In the spring of 1938 the III stationed in Swinoujscie was . Marine artillery department instructed to assign hand-picked marines for training at special schools of the Wehrmacht , in order to form the new core team of a planned special unit after completing special courses. This unit's intended missions should be dangerous or complicated landing operations or surprise attacks . The 4th platoon of the first Marine Infantry Company was set up as the first naval shock troop company.

As early as September 1938, a reinforced MSK platoon led by Lieutenant Walter Schug was loaded onto the ironclad Germany for a mission in Spain , in order to blow up a radio station in Ibiza .

The next mission followed in March 1939 as part of the "return of the Memelland into the German Reich ". A few weeks later, the relocation took place under the command of Lieutenant W. Henningsen from Swinoujscie to Memel in order to intensify the special training. The situation with Poland came to a head because of the Danzig question . The MSK was brought to the Westerplatte ; this mission should be the most important. The MSK occupied Gdynia and the Hela peninsula during the following days . Further missions in northern Russia followed.
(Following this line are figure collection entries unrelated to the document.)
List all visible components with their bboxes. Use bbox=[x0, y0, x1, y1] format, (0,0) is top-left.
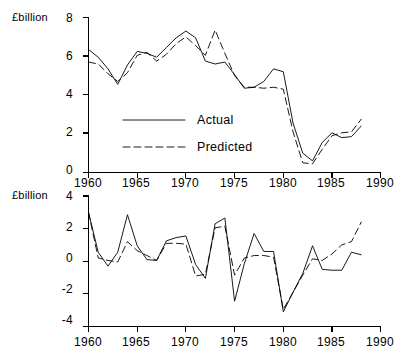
series-line-predicted-changes bbox=[89, 212, 362, 309]
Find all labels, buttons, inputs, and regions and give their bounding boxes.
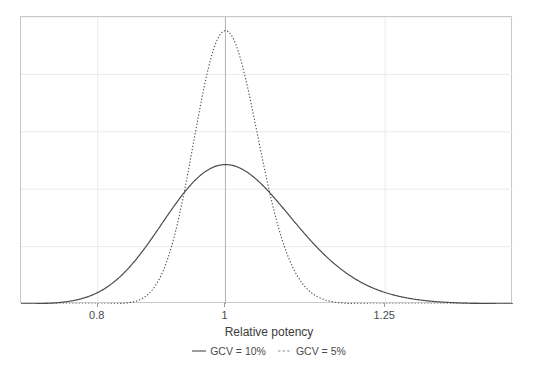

This unit existed until the end of the war on May 8, 1945.

See also

Literature and Sources

  • Jörg Benz, Itzehoe Eigenarchiv war reporter recordings.
  • Bertil Stjernfelt, Klaus-Richard Böhme: Vägen till Westerplatte. Military History Avdelingen - Military Högskolan, Kristianstad 1978 ( Military History Study 2, ZDB -ID 764990-3 = Marinlitteraturföreningen 65), (German: Westerplatte 1939. Rombach, Freiburg (Breisgau) 1979, ISBN 3-7930-0182-2 ( individual publications on military history of the Second World War 23)).
  • Jörg Benz: German Marine Infantry 1938–1945. The fate of the naval shock troops, the MAA 531 (von Diest) and other infantry deployed units of the navy. According to KTBs, official and personal battle reports and representations by military historians. Husum Printing and Publishing Society, Husum 1996, ISBN 3-88042-799-2 .
  • Otto Mielke , Uwe Greve: Liner "Schleswig-Holstein". A ship in two world wars. Maximilian-Verlag, Hamburg 1996 ( ships, people, fates 4th year, 31, ZDB -ID 1325248-3 ).